Lili Reinhart has scooped the top acting prize at Series Mania for Hal & Harper, Cooper Raiff’s indie TV series in which she stars opposite Mark Ruffalo.
The Riverdale star won Best Actress, while Best Actor went to Italy’s Luca Marinelli, who plays Benito Mussolini in Sky’s Mussolini: Son of the Century. At a ceremony in Lille this evening, the Grand Prize was awarded to Spanish series Querer and Best Writing went to to Lionsgate and yes TV’s The German, which had its screening disrupted by protests earlier this week.
Reinhart is the second consecutive American woman to win the top Series Mania prize following Annette Bening, who took it home last year for Peacock’s Apples Never Fall. In Hal & Harper, she plays one of the titular characters opposite Raif, who try to preserve their childhood even though their single father, played by Ruffalo, forces them to grow up too fast. The series made a splash at the recent Sundance.
The winners were in competition alongside the likes of Amanda Seyfried-starrer Long Bright River, Kaboul from the New8 broadcasting alliance and Gaumont’s The Deal, the latter of which won the inaugural Series Mania Buyers Upfront and was given a special mention at the ceremony tonight in Lille. Eduard Sola’s Querer, which is about a woman who leaves home after 30 years of marriage and presses charges against her husband, took home the top prize.
Lionsgate’s The German has had a rocky Series Mania but the team behind the Oliver Masucci-starrer will have been delighted with a writing win for creators Moshe Zonder and Ronit Weiss Berkowitz. On Sunday night, The German’s screening was disrupted several times by pro-Palestine protests. The show is about a mission to bring down notorious Nazi Dr. Josef Mengele.
The jury was chaired by Hollywood star Pamela Adlon alongside Victor Le Masne (musical director of the Paris 2024 Olympic Games), Argentinian-American actor Ignacio Serricchio (El Recluso), British director Minkie Spiro (3 Body Problem) and French actress Karin Viard (In the Shadows).
Attendance at Series Mania this year was up by 10,000 to 108,000 spectators, according to the fest, while buyers rose 20%. The festival brought with it a serious dose of star power and is taking advantage of the death of the Cannes-based MIPTV, which has moved to London.

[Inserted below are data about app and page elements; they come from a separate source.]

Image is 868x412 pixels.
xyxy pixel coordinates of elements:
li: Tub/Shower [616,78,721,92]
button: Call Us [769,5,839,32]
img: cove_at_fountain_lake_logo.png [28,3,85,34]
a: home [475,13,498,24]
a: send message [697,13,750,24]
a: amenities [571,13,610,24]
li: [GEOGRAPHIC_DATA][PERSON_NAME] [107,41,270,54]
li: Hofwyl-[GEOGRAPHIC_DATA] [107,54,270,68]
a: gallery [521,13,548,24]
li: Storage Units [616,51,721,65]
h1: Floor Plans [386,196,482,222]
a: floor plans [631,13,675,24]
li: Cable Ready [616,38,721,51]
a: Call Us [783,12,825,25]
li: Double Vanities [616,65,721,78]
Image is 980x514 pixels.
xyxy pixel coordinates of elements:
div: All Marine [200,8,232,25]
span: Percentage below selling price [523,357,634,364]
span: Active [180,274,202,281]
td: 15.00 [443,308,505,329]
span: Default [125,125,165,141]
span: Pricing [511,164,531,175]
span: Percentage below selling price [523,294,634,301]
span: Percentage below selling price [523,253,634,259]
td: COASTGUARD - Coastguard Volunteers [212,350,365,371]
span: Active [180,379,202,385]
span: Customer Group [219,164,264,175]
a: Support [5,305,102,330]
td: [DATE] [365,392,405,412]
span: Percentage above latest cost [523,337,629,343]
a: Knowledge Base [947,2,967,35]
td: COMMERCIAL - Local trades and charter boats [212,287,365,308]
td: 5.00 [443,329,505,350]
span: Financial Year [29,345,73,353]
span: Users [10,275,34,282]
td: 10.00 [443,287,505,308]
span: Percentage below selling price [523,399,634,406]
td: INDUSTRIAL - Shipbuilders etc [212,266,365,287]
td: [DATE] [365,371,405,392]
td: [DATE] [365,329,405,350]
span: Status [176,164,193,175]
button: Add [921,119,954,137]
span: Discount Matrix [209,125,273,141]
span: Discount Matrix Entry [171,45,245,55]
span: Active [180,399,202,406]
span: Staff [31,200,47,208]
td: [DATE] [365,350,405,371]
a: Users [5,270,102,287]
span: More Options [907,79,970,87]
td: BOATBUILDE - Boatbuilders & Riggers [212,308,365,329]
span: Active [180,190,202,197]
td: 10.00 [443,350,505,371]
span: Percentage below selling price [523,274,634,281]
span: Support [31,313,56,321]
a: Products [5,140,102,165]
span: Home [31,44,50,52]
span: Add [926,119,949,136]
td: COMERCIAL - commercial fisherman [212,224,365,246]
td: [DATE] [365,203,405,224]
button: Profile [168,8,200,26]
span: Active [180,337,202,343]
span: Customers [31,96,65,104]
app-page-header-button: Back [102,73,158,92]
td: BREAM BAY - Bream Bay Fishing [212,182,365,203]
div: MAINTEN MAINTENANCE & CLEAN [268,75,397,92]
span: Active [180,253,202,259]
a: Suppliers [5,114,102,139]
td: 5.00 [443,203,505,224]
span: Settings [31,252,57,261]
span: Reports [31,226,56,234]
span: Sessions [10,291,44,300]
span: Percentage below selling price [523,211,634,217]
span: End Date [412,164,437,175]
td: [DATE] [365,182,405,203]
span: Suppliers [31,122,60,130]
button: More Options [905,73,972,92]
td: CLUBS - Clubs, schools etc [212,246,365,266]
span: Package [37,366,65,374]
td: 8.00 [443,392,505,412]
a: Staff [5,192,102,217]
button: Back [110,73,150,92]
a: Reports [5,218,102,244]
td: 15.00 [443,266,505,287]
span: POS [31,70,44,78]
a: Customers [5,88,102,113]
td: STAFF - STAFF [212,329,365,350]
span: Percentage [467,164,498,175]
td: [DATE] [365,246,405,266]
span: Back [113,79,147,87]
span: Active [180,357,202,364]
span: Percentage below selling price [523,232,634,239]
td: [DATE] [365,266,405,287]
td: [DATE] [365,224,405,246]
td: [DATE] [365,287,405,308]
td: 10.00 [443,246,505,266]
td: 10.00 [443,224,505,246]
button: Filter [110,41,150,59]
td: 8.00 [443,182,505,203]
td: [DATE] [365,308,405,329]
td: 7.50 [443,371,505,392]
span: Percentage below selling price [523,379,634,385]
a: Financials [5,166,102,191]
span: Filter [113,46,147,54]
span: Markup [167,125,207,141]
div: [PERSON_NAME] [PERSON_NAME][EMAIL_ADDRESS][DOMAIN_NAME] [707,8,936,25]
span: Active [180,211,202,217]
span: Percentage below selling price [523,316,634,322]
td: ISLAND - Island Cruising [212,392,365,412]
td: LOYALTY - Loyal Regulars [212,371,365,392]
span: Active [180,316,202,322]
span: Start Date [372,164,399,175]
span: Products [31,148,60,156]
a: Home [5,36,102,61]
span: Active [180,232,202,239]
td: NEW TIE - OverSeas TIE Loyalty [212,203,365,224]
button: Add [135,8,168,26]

“We made a selection of works that were very open to the world, and we’re delighted that the prizes reflect these choices by rewarding, among others, an American independent series, an Israeli series, an Algerian series and an Iranian series,” said Series Mania director Laurence Herszberg. “The two major international prizes also confirm the prominent place of Spanish series in today’s serial landscape.”